Yun Jiang questions the reliability and underlying assumptions of reporting on the supposed “divided loyalties” of many researchers with Chinese heritage working in Western countries. In an op-ed for SupChina, Tianyu M. Fang echoes these concerns, arguing that many of the current litmus tests for Chinese academics’ loyalty are a return to the McCarthyism of the U.S. in the 1950s.
John Pomfret writes in The Atlantic about Xi Jinping targeting not just private industry generally as a threat to Chinese Communist Party stability but also individual entrepreneurs like Jack Ma.
Lindsey W. Ford and James Goldgeier publish a new report for the Brookings Blueprints for American Renewal & Prosperity project on retooling the United States’s alliances to manage the “China Challenge.”

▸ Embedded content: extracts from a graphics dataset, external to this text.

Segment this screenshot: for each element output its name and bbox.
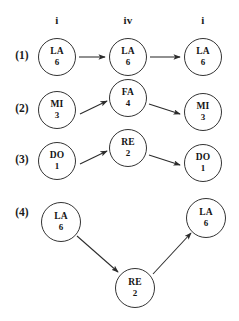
node-syllable: RE bbox=[128, 278, 142, 288]
node-syllable: LA bbox=[121, 47, 135, 57]
node-number: 2 bbox=[133, 289, 138, 298]
node-syllable: LA bbox=[50, 47, 64, 57]
column-header-2: iv bbox=[113, 14, 143, 26]
column-header-1: i bbox=[42, 14, 72, 26]
node-syllable: LA bbox=[199, 208, 213, 218]
row-label-4: (4) bbox=[8, 206, 36, 218]
row-label-3: (3) bbox=[8, 153, 36, 165]
node-n4b[interactable]: RE 2 bbox=[115, 268, 155, 308]
node-syllable: LA bbox=[196, 47, 210, 57]
node-number: 2 bbox=[126, 149, 131, 158]
node-syllable: DO bbox=[50, 151, 65, 161]
node-number: 1 bbox=[55, 162, 60, 171]
edge-row3-a bbox=[80, 151, 107, 164]
node-number: 6 bbox=[126, 58, 131, 67]
edge-row2-a bbox=[80, 101, 107, 114]
node-syllable: MI bbox=[196, 102, 209, 112]
edge-row4-b bbox=[153, 233, 191, 274]
node-number: 6 bbox=[59, 223, 64, 232]
node-number: 4 bbox=[126, 99, 131, 108]
node-n2c[interactable]: MI 3 bbox=[184, 93, 222, 131]
edge-row4-a bbox=[77, 236, 118, 272]
node-syllable: DO bbox=[196, 153, 211, 163]
node-n2a[interactable]: MI 3 bbox=[38, 91, 76, 129]
node-syllable: LA bbox=[54, 212, 68, 222]
node-n1c[interactable]: LA 6 bbox=[184, 38, 222, 76]
node-syllable: FA bbox=[122, 88, 134, 98]
node-n1b[interactable]: LA 6 bbox=[109, 38, 147, 76]
edge-row2-b bbox=[149, 104, 180, 114]
column-header-3: i bbox=[188, 14, 218, 26]
node-n4c[interactable]: LA 6 bbox=[186, 198, 226, 238]
node-syllable: RE bbox=[121, 138, 135, 148]
node-n4a[interactable]: LA 6 bbox=[41, 202, 81, 242]
edge-row3-b bbox=[149, 155, 180, 165]
node-number: 6 bbox=[55, 58, 60, 67]
node-n3c[interactable]: DO 1 bbox=[184, 144, 222, 182]
node-number: 1 bbox=[201, 164, 206, 173]
row-label-2: (2) bbox=[8, 102, 36, 114]
node-n3a[interactable]: DO 1 bbox=[38, 142, 76, 180]
node-number: 3 bbox=[55, 111, 60, 120]
chord-progression-diagram: i iv i (1) (2) (3) (4) LA 6 LA 6 LA bbox=[0, 0, 239, 321]
node-number: 3 bbox=[201, 113, 206, 122]
node-n3b[interactable]: RE 2 bbox=[109, 129, 147, 167]
node-number: 6 bbox=[201, 58, 206, 67]
node-n2b[interactable]: FA 4 bbox=[109, 79, 147, 117]
node-n1a[interactable]: LA 6 bbox=[38, 38, 76, 76]
node-syllable: MI bbox=[50, 100, 63, 110]
row-label-1: (1) bbox=[8, 49, 36, 61]
node-number: 6 bbox=[204, 219, 209, 228]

Elsa B. Kania and Lorand Laskai separate fact from fiction on China’s military-civil fusion strategy in a new report for the Center for a New American Security (CNAS).
Also for CNAS, Yaya J. Fanusie and Emily Jin explore China’s aggressive push toward a digital currency, showing how stronger Chinese government control over financial data can help enforce party discipline and increase digital authoritarianism domestically.
The Economist anticipates the Jan. 31 opening of applications for Hong Kongers seeking British visas that provide a path for citizenship—a move to which Beijing responded by stating that it will no longer recognize the British National Overseas passport as a valid travel document or form of identification.